Both the company and academic researchers stressed that the vaccine is a long way from human trials -- perhaps as many as five years. Still, "After a long interval of difficulty understanding HIV and HIV immune responses," said Stephen Udem, vice president of viral vaccine research at Wyeth, "we are very excited."

Nina and John Rose, a research scientist and a professor at the Yale University School of Medicine, New Haven, Conn., had never before collaborated. A little over two years ago, Ms. Rose joined her husband's research project and helped develop an approach that involved creating a vaccine by hooking genes from the AIDS virus onto a different virus, called vesicular stomatitis virus, or VSV, that was genetically altered to make it unable to cause disease. VSV is an animal virus that causes disease in cows, horses, and pigs. The modified VSV replicates inside the body, where its cargo of AIDS-virus genes fools the animal's immune system into mounting a defense against the disease.

The Roses' vaccine -- like other new experimental ones being developed separately by research teams at Merck & Co.'s laboratories in La Jolla, Calif.; Harvard University, Cambridge, Mass.; Atlanta's Emory University; and the National Institutes of Health -- doesn't prevent monkeys from getting infected with the AIDS virus. Instead, the monkeys have the virus in their body, but the vaccine boosts the immune system enough to keep it in check and thereby prevent the onset of disease. This type of immunization is being called "partial protection." In the past few years, the AIDS research field has tilted steeply toward this kind of a vaccine because it has been so difficult for scientists to create a vaccine that can prevent the establishment of infection in monkeys.

The Yale team presented its findings in Friday's issue of the journal Cell and Thursday at a high-profile scientific conference here called AIDS Vaccine 2001.

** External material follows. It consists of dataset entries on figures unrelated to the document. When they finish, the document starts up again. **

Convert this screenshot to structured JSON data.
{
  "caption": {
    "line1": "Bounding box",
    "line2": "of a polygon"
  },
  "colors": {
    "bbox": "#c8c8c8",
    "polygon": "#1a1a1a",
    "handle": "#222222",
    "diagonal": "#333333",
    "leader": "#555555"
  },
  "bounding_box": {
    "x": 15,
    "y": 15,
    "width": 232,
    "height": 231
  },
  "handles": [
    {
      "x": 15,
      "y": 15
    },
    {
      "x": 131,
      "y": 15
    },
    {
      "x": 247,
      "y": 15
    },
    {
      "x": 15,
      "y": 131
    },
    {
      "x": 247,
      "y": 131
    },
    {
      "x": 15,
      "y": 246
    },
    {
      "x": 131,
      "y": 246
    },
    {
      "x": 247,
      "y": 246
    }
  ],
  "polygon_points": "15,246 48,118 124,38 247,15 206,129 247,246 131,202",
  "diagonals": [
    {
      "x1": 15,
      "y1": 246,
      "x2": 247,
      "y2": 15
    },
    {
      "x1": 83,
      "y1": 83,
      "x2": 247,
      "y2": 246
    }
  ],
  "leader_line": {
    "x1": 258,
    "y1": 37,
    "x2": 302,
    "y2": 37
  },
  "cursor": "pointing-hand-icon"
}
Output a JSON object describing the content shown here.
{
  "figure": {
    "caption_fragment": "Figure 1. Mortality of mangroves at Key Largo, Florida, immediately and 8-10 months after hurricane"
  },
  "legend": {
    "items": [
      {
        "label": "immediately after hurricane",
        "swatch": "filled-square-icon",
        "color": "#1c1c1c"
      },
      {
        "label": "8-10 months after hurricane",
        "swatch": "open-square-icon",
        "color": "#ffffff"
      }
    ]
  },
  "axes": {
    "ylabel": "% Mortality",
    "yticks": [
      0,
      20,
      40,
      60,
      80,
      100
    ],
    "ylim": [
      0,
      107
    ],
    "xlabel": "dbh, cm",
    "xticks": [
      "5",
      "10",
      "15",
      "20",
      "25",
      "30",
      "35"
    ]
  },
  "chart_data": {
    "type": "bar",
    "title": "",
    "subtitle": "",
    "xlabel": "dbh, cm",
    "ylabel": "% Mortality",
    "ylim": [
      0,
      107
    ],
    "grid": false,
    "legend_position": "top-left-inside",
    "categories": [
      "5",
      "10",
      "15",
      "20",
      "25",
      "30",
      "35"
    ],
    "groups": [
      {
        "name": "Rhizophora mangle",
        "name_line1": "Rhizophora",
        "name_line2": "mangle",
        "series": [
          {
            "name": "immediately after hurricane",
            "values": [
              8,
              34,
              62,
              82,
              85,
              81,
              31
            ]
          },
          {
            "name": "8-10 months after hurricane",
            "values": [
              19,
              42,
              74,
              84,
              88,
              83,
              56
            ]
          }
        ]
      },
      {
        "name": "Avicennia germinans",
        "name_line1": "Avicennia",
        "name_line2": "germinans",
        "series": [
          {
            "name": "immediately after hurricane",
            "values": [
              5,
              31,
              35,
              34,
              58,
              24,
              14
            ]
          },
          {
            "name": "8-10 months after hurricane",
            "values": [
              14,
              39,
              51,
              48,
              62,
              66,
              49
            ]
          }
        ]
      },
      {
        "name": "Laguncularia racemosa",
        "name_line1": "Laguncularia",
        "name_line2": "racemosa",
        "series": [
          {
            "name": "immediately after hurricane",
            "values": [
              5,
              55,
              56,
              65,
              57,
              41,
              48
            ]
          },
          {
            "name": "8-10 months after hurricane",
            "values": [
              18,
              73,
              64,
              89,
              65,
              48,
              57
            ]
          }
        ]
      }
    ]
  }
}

The meeting, which had as its keynote speaker Rwandan President Paul Kagame, stressed the enormous need for an AIDS vaccine in sub-Saharan Africa, where more than a fifth of adults in some countries are infected with HIV. But while the disease there continues taking its toll, researchers here voiced strong optimism on scientific progress toward an AIDS vaccine, partly because of very recent studies such as the one from the Roses' team at Yale.

In their research, the Roses vaccinated seven monkeys, and then exposed them to SIV, the simian cousin of HIV. All seven of the vaccinated monkeys contained the AIDS virus and didn't get sick, whereas six out of seven control monkeys progressed to full-blown AIDS. Several of the other new vaccine candidates, while using different viruses to carry the SIV genes, have obtained similarly impressive results in monkey tests.

The Yale vaccine has some potential advantages, including that it wouldn't need to be injected but could be administered in the nose by drops or a spray.

Indeed, research by Wyeth shows that the vaccine works better when given to monkeys through the nose. Still, VSV has never been used in a human vaccine, and because it is a live virus, it will have to pass stringent safety reviews.

There is some scientific concern about the strain of the AIDS virus used in the monkey tests, a technical issue that could have significant ramifications. Some scientists argue that the one used in the tests might not be an accurate simulation of HIV in humans, and they favor the use of other strains of the virus. They caution that the tests could raise false hopes.

Several of the new vaccines are either in early human trials or being readied for such tests, which will demonstrate whether the vaccines are safe and actually work in people. Merck said earlier this year it is conducting safety tests in people. The U.S. Centers for Disease Control and Prevention in Atlanta is working with the laboratory of AIDS researcher Harriet Robinson at Emory University to prepare human trials of a vaccine developed there.